Dumbarton Oaks Papers 63
Edited by Alice-Mary Talbot
Hardcover 2009
Hunger by Design
Edited by Halyna Hryn

The Harvard Ukrainian Research Institute commemorated the seventieth anniversary of the man-made famine inflicted on Ukraine and surrounding areas with a symposium in October 2003 titled “The Ukrainian Terror-Famine of 1932–1933: Revisiting the Issues and the Scholarship Twenty Years after the HURI Famine Project.” This volume contains some of the papers presented at the symposium (previously published in Harvard Ukrainian Studies volume 25, no. 3/4), including Sergei Maksudov’s large-scale demographic study drawing on available documents of the era; and Gijs Kessler’s study of events in the Urals region from the same period.

Paperback 2009
The Independent Reflector
William Livingston
Hardcover 1963
Nationbuilding and the Politics of Nationalism
Edited by Andrei S. Markovits
Edited by Frank E. Sysyn
Throughout the nineteenth century the province of Galicia was noted for political conflicts and the cultural vibrancy of its three major national groups: Poles, Ukrainians, and Jews. This volume brings together for the first time eleven essays on various aspects of the last seventy-five years of Austrian Galicia's existence.
Hardcover 1982
The New History and the Old
Gertrude Himmelfarb
The New History and the Old is a marvelously written, perfectly serious, yet vastly entertaining critique of current fashions in the writing of history--social history, psychoanalytic history, quantitative history, Marxist and neo-Marxist history, mentalité history. Himmelfarb's provocative analysis of the "revolution in history," as it has been called, has implications that go well beyond the discipline of history itself.
Hardcover 1987 / Paperback
Nothing Stands Still
Arthur M. Schlesinger
Introduction by Arthur M. Schlesinger
Arthur M. Schlesinger was one of America's most distinguished and influential historians. This volume brings together eleven of Professor Schlesinger's essays not previously collected in book form. Written between 1929 and 1965, they fall into two sections--"The Scholar," which includes essays dealing with historical questions, and "The Citizen," which includes those dealing with public affairs.
Hardcover 1969
Turning Points in Modern Times
Karl Bracher
Translated by Thomas Dunlap
Abbott Gleason
This collection of essays focuses on events after 1917: the rise of Nazism on the Right and authoritarianism on the Left. The doyen of German political history, Karl Bracher provides an incisive framework for understanding the great ideological confrontation of this century--democracy versus totalitarianism in the forms of fascism, Nazism, and communism.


* Problem to work on:
Search the records for the string "community". Copy each line where it occurs.
====== Data supplied ======
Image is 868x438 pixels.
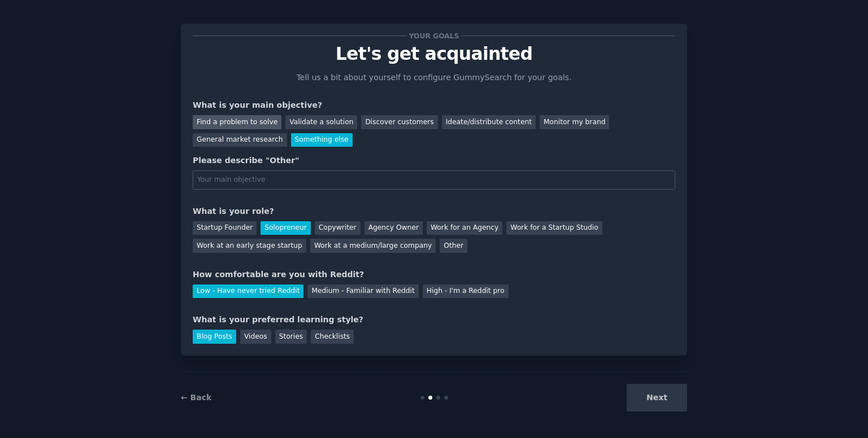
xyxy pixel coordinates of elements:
[193,206,675,218] div: What is your role?
[310,239,435,253] div: Work at a medium/large company
[275,330,307,344] div: Stories
[311,330,354,344] div: Checklists
[407,30,461,42] span: Your goals
[442,116,535,129] div: Ideate/distribute content
[506,221,602,235] div: Work for a Startup Studio
[181,393,211,402] a: ← Back
[427,221,502,235] div: Work for an Agency
[193,239,306,253] div: Work at an early stage startup
[361,116,438,129] div: Discover customers
[193,330,236,344] div: Blog Posts
[193,221,257,235] div: Startup Founder
[307,285,418,298] div: Medium - Familiar with Reddit
[193,44,675,64] p: Let's get acquainted
[193,133,287,147] div: General market research
[193,116,282,129] div: Find a problem to solve
[440,239,467,253] div: Other
[193,269,675,281] div: How comfortable are you with Reddit?
[540,116,609,129] div: Monitor my brand
[423,285,508,298] div: High - I'm a Reddit pro
[240,330,271,344] div: Videos
[365,221,423,235] div: Agency Owner
[193,99,675,111] div: What is your main objective?
[193,155,675,167] div: Please describe "Other"
[260,221,310,235] div: Solopreneur
[193,171,675,190] input: Your main objective
[193,285,304,298] div: Low - Have never tried Reddit
[193,314,675,326] div: What is your preferred learning style?
[315,221,360,235] div: Copywriter
[285,116,357,129] div: Validate a solution
[291,72,577,84] p: Tell us a bit about yourself to configure GummySearch for your goals.
[291,133,352,147] div: Something else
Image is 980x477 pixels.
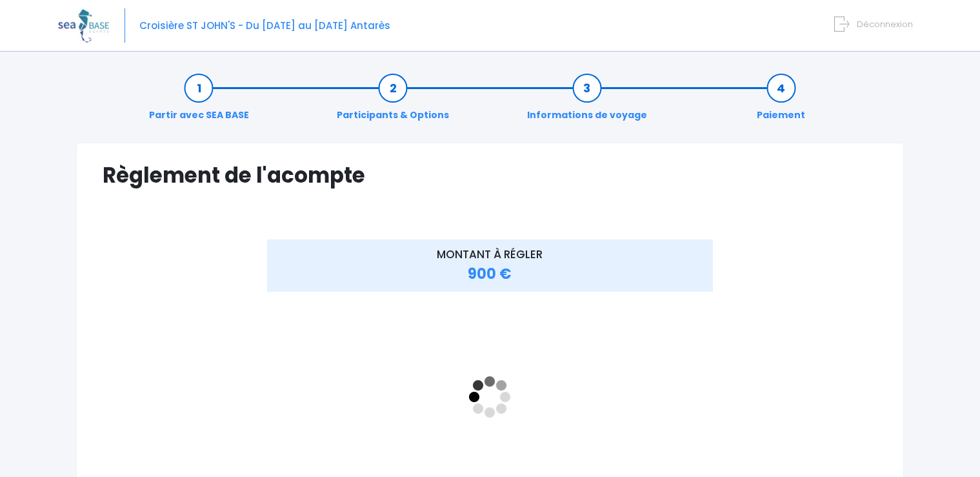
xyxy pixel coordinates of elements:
[139,18,390,33] span: Croisière ST JOHN'S - Du [DATE] au [DATE] Antarès
[437,247,542,262] span: MONTANT À RÉGLER
[750,82,811,122] a: Paiement
[467,264,511,284] span: 900 €
[520,82,654,122] a: Informations de voyage
[330,82,455,122] a: Participants & Options
[142,82,256,122] a: Partir avec SEA BASE
[857,18,913,30] span: Déconnexion
[103,163,877,188] h1: Règlement de l'acompte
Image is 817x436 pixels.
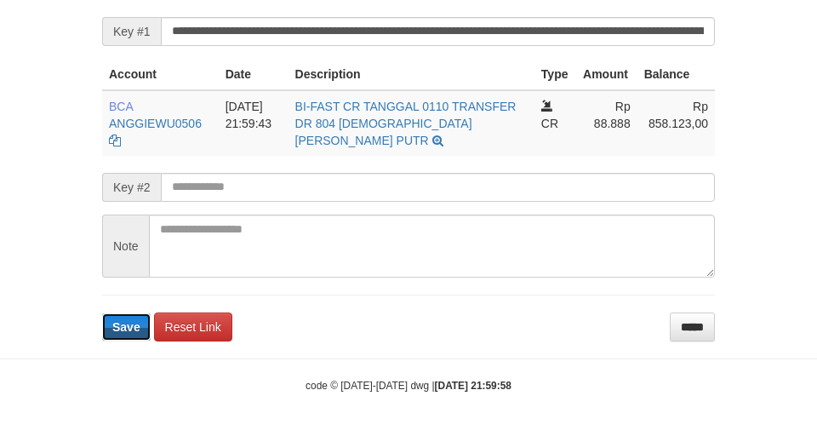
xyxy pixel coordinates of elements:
th: Description [289,59,535,90]
a: BI-FAST CR TANGGAL 0110 TRANSFER DR 804 [DEMOGRAPHIC_DATA][PERSON_NAME] PUTR [295,100,517,147]
span: BCA [109,100,133,113]
span: Note [102,215,149,278]
button: Save [102,313,151,341]
th: Balance [638,59,715,90]
small: code © [DATE]-[DATE] dwg | [306,380,512,392]
th: Date [219,59,289,90]
td: Rp 858.123,00 [638,90,715,156]
span: Key #1 [102,17,161,46]
span: CR [542,117,559,130]
a: Copy ANGGIEWU0506 to clipboard [109,134,121,147]
th: Amount [576,59,638,90]
a: Reset Link [154,313,232,341]
th: Type [535,59,576,90]
span: Key #2 [102,173,161,202]
td: Rp 88.888 [576,90,638,156]
span: Reset Link [165,320,221,334]
a: ANGGIEWU0506 [109,117,202,130]
td: [DATE] 21:59:43 [219,90,289,156]
span: Save [112,320,140,334]
strong: [DATE] 21:59:58 [435,380,512,392]
th: Account [102,59,219,90]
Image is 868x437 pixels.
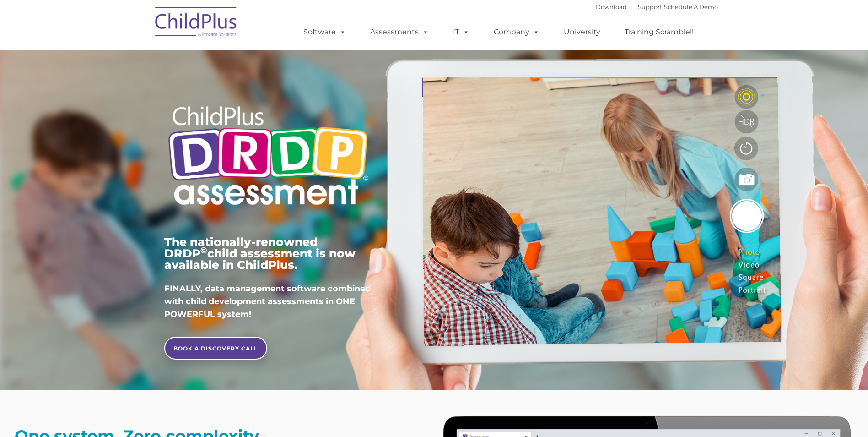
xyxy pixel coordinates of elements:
[555,22,610,41] a: University
[444,22,479,41] a: IT
[150,0,242,46] img: ChildPlus by Procare Solutions
[164,284,371,319] span: FINALLY, data management software combined with child development assessments in ONE POWERFUL sys...
[485,22,549,41] a: Company
[596,3,627,11] a: Download
[164,94,373,220] img: Copyright - DRDP Logo Light
[596,3,718,11] font: |
[615,22,703,41] a: Training Scramble!!
[164,235,356,271] span: The nationally-renowned DRDP child assessment is now available in ChildPlus.
[664,3,718,11] a: Schedule A Demo
[361,22,438,41] a: Assessments
[638,3,662,11] a: Support
[295,22,355,41] a: Software
[164,337,267,359] a: BOOK A DISCOVERY CALL
[201,245,208,256] sup: ©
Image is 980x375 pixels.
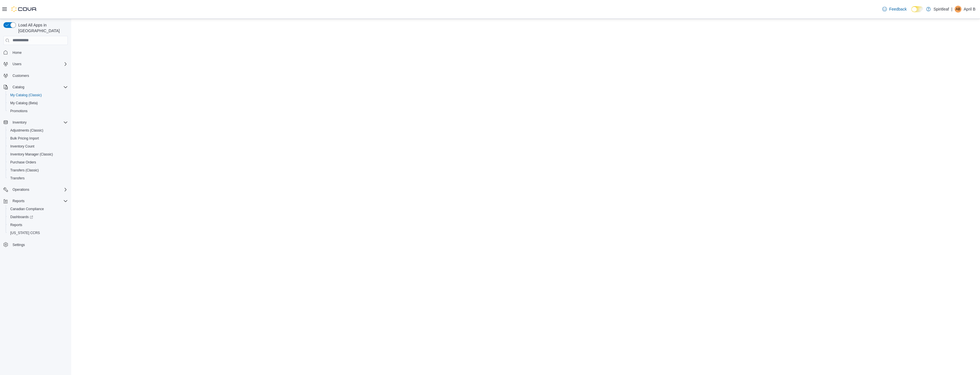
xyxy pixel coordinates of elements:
input: Dark Mode [911,6,923,13]
button: My Catalog (Beta) [5,99,70,107]
a: My Catalog (Beta) [8,99,40,107]
span: Canadian Compliance [8,206,68,213]
button: Operations [1,186,70,194]
button: Operations [10,186,31,193]
a: Canadian Compliance [8,206,46,213]
span: Operations [13,188,30,192]
span: Dashboards [8,214,68,221]
button: Bulk Pricing Import [5,134,70,142]
span: Customers [10,72,68,80]
span: Bulk Pricing Import [10,136,39,141]
span: Inventory Count [10,144,35,149]
span: Inventory Count [8,143,68,150]
p: Spiritleaf [934,5,949,13]
button: Home [1,48,70,56]
span: Inventory Manager (Classic) [8,151,68,158]
a: Home [10,49,24,56]
button: Reports [1,197,70,205]
span: Promotions [8,107,68,115]
a: Inventory Count [8,143,37,150]
span: Adjustments (Classic) [8,127,68,134]
a: Dashboards [5,213,70,221]
span: Dashboards [10,215,33,219]
span: Inventory [13,120,27,125]
button: Settings [1,241,70,249]
button: Adjustments (Classic) [5,126,70,134]
p: | [950,5,952,13]
nav: Complex example [4,47,68,264]
a: Transfers (Classic) [8,167,41,174]
span: Washington CCRS [8,230,68,236]
span: Reports [8,222,68,228]
span: Purchase Orders [8,159,68,166]
button: Users [1,60,70,68]
a: Purchase Orders [8,159,38,166]
span: [US_STATE] CCRS [10,231,40,235]
button: Transfers (Classic) [5,166,70,175]
a: Feedback [880,4,908,15]
button: Canadian Compliance [5,205,70,213]
button: My Catalog (Classic) [5,91,70,99]
button: Reports [5,221,70,229]
a: Dashboards [8,214,35,221]
span: Users [10,61,68,67]
div: April B [954,5,961,13]
span: Customers [13,73,29,78]
span: Users [13,62,21,66]
span: Settings [13,243,25,247]
span: AB [956,5,960,13]
span: Transfers (Classic) [10,168,38,173]
span: Canadian Compliance [10,207,44,211]
span: Home [13,50,21,55]
span: Operations [10,186,68,193]
span: Reports [13,199,24,203]
span: Promotions [10,109,28,114]
button: Inventory Manager (Classic) [5,150,70,158]
span: Load All Apps in [GEOGRAPHIC_DATA] [16,22,68,34]
span: Purchase Orders [10,160,36,165]
span: Adjustments (Classic) [10,128,43,132]
span: Feedback [889,6,906,12]
span: My Catalog (Classic) [10,93,42,98]
a: Transfers [8,175,27,182]
button: Inventory Count [5,142,70,150]
img: Cova [12,6,37,12]
span: Transfers [8,175,68,182]
button: [US_STATE] CCRS [5,229,70,237]
span: Reports [10,198,68,205]
button: Customers [1,72,70,80]
span: Settings [10,241,68,248]
a: Reports [8,222,24,228]
a: Customers [10,72,31,80]
button: Inventory [1,118,70,126]
span: My Catalog (Beta) [8,99,68,107]
a: Adjustments (Classic) [8,127,46,134]
span: Bulk Pricing Import [8,135,68,142]
button: Catalog [1,83,70,91]
span: Home [10,49,68,56]
span: Catalog [13,85,24,89]
button: Promotions [5,107,70,115]
span: Inventory [10,119,68,126]
p: April B [963,5,976,13]
button: Inventory [10,119,29,126]
a: [US_STATE] CCRS [8,230,42,236]
button: Purchase Orders [5,158,70,166]
a: Promotions [8,107,30,115]
a: Bulk Pricing Import [8,135,41,142]
button: Users [10,61,23,67]
button: Catalog [10,84,27,90]
button: Reports [10,198,27,205]
button: Transfers [5,175,70,183]
span: Reports [10,223,22,227]
span: Transfers [10,176,24,181]
a: Inventory Manager (Classic) [8,151,55,158]
span: Inventory Manager (Classic) [10,152,53,157]
span: Catalog [10,84,68,90]
span: My Catalog (Classic) [8,92,68,98]
span: My Catalog (Beta) [10,101,38,106]
a: Settings [10,242,27,249]
span: Transfers (Classic) [8,167,68,174]
a: My Catalog (Classic) [8,92,44,98]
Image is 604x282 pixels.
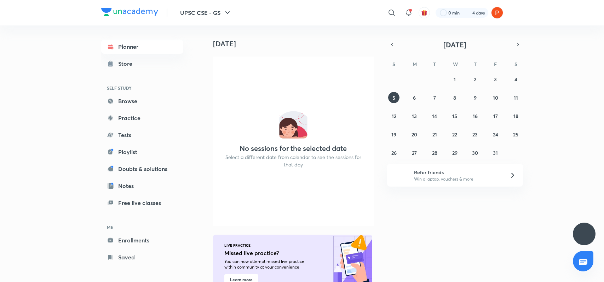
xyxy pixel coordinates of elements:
abbr: October 20, 2025 [412,131,417,138]
a: Practice [101,111,183,125]
h6: SELF STUDY [101,82,183,94]
abbr: October 16, 2025 [473,113,478,120]
abbr: October 18, 2025 [514,113,518,120]
button: October 13, 2025 [409,110,420,122]
button: October 20, 2025 [409,129,420,140]
a: Playlist [101,145,183,159]
abbr: October 23, 2025 [472,131,478,138]
button: October 19, 2025 [388,129,400,140]
button: October 30, 2025 [470,147,481,159]
button: October 31, 2025 [490,147,501,159]
button: October 26, 2025 [388,147,400,159]
button: October 3, 2025 [490,74,501,85]
img: No events [279,110,308,139]
a: Doubts & solutions [101,162,183,176]
abbr: October 28, 2025 [432,150,437,156]
button: October 16, 2025 [470,110,481,122]
h5: Missed live practice? [224,249,317,258]
img: Pratiksha Patil [491,7,503,19]
h6: Refer friends [414,169,501,176]
abbr: October 1, 2025 [454,76,456,83]
button: October 17, 2025 [490,110,501,122]
img: referral [393,168,407,183]
abbr: Tuesday [433,61,436,68]
abbr: October 26, 2025 [391,150,397,156]
abbr: October 22, 2025 [452,131,457,138]
abbr: Wednesday [453,61,458,68]
button: October 22, 2025 [449,129,460,140]
button: October 9, 2025 [470,92,481,103]
abbr: October 31, 2025 [493,150,498,156]
abbr: October 3, 2025 [494,76,497,83]
img: streak [464,9,471,16]
img: avatar [421,10,428,16]
div: Store [118,59,137,68]
a: Free live classes [101,196,183,210]
abbr: October 14, 2025 [432,113,437,120]
button: October 15, 2025 [449,110,460,122]
button: October 27, 2025 [409,147,420,159]
h4: [DATE] [213,40,379,48]
abbr: October 29, 2025 [452,150,458,156]
button: October 5, 2025 [388,92,400,103]
abbr: October 19, 2025 [391,131,396,138]
p: Select a different date from calendar to see the sessions for that day [222,154,365,168]
abbr: October 5, 2025 [392,94,395,101]
a: Notes [101,179,183,193]
button: UPSC CSE - GS [176,6,236,20]
abbr: October 6, 2025 [413,94,416,101]
button: [DATE] [397,40,513,50]
abbr: October 9, 2025 [474,94,477,101]
a: Saved [101,251,183,265]
abbr: October 11, 2025 [514,94,518,101]
a: Store [101,57,183,71]
button: October 11, 2025 [510,92,522,103]
abbr: October 15, 2025 [452,113,457,120]
a: Planner [101,40,183,54]
button: October 6, 2025 [409,92,420,103]
button: October 12, 2025 [388,110,400,122]
button: October 4, 2025 [510,74,522,85]
img: ttu [580,230,589,239]
h6: ME [101,222,183,234]
abbr: October 30, 2025 [472,150,478,156]
button: October 14, 2025 [429,110,440,122]
img: Company Logo [101,8,158,16]
button: October 10, 2025 [490,92,501,103]
a: Enrollments [101,234,183,248]
img: feature [251,243,255,248]
abbr: October 25, 2025 [513,131,518,138]
button: October 8, 2025 [449,92,460,103]
a: Tests [101,128,183,142]
a: Browse [101,94,183,108]
abbr: October 4, 2025 [515,76,517,83]
abbr: Monday [413,61,417,68]
abbr: Friday [494,61,497,68]
button: October 21, 2025 [429,129,440,140]
button: October 23, 2025 [470,129,481,140]
abbr: October 24, 2025 [493,131,498,138]
button: October 28, 2025 [429,147,440,159]
button: October 18, 2025 [510,110,522,122]
abbr: October 10, 2025 [493,94,498,101]
abbr: October 17, 2025 [493,113,498,120]
button: October 2, 2025 [470,74,481,85]
button: October 25, 2025 [510,129,522,140]
abbr: October 7, 2025 [434,94,436,101]
abbr: October 2, 2025 [474,76,476,83]
abbr: October 27, 2025 [412,150,417,156]
button: October 1, 2025 [449,74,460,85]
abbr: Sunday [392,61,395,68]
abbr: October 13, 2025 [412,113,417,120]
button: avatar [419,7,430,18]
abbr: October 12, 2025 [392,113,396,120]
button: October 29, 2025 [449,147,460,159]
p: LIVE PRACTICE [224,243,251,248]
a: Company Logo [101,8,158,18]
abbr: Saturday [515,61,517,68]
p: Win a laptop, vouchers & more [414,176,501,183]
h4: No sessions for the selected date [240,144,347,153]
button: October 7, 2025 [429,92,440,103]
abbr: October 21, 2025 [432,131,437,138]
abbr: October 8, 2025 [453,94,456,101]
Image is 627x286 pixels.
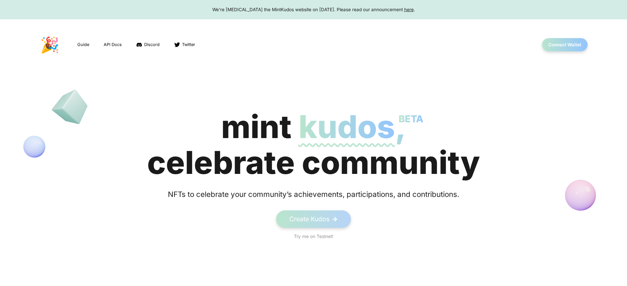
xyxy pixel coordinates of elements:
[404,7,414,12] a: here
[103,41,122,48] a: API Docs
[294,233,333,240] a: Try me on Testnet!
[332,215,338,224] span: ->
[542,38,587,51] button: Connect Wallet
[173,41,196,48] a: Twitter
[298,108,395,146] span: kudos
[77,41,90,48] a: Guide
[161,189,467,200] div: NFTs to celebrate your community’s achievements, participations, and contributions.
[398,101,423,137] p: BETA
[182,41,195,48] span: Twitter
[147,109,480,181] div: mint celebrate community
[40,33,60,57] p: 🎉
[136,41,160,48] a: Discord
[276,211,351,228] a: Create Kudos
[6,6,620,13] div: We're [MEDICAL_DATA] the MintKudos website on [DATE]. Please read our announcement .
[144,41,160,48] span: Discord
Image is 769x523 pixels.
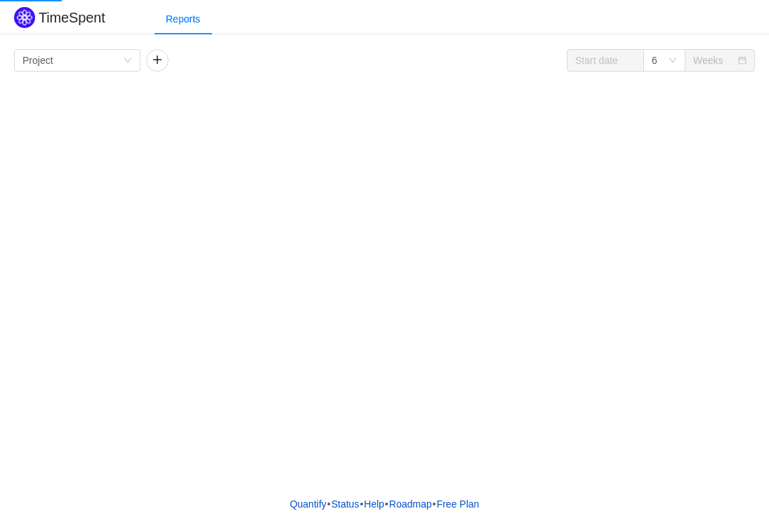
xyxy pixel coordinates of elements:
[389,494,433,515] a: Roadmap
[331,494,360,515] a: Status
[433,499,436,510] span: •
[363,494,385,515] a: Help
[567,49,644,72] input: Start date
[738,56,747,66] i: icon: calendar
[146,49,169,72] button: icon: plus
[327,499,331,510] span: •
[155,4,211,35] div: Reports
[14,7,35,28] img: Quantify logo
[289,494,327,515] a: Quantify
[669,56,677,66] i: icon: down
[22,50,53,71] div: Project
[39,10,105,25] h2: TimeSpent
[124,56,132,66] i: icon: down
[693,50,724,71] div: Weeks
[652,50,658,71] div: 6
[385,499,389,510] span: •
[436,494,481,515] button: Free Plan
[360,499,363,510] span: •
======
* Answer section:
[161,189,467,200] div: NFTs to celebrate your community’s achievements, participations, and contributions.
[147,109,480,181] div: mint celebrate community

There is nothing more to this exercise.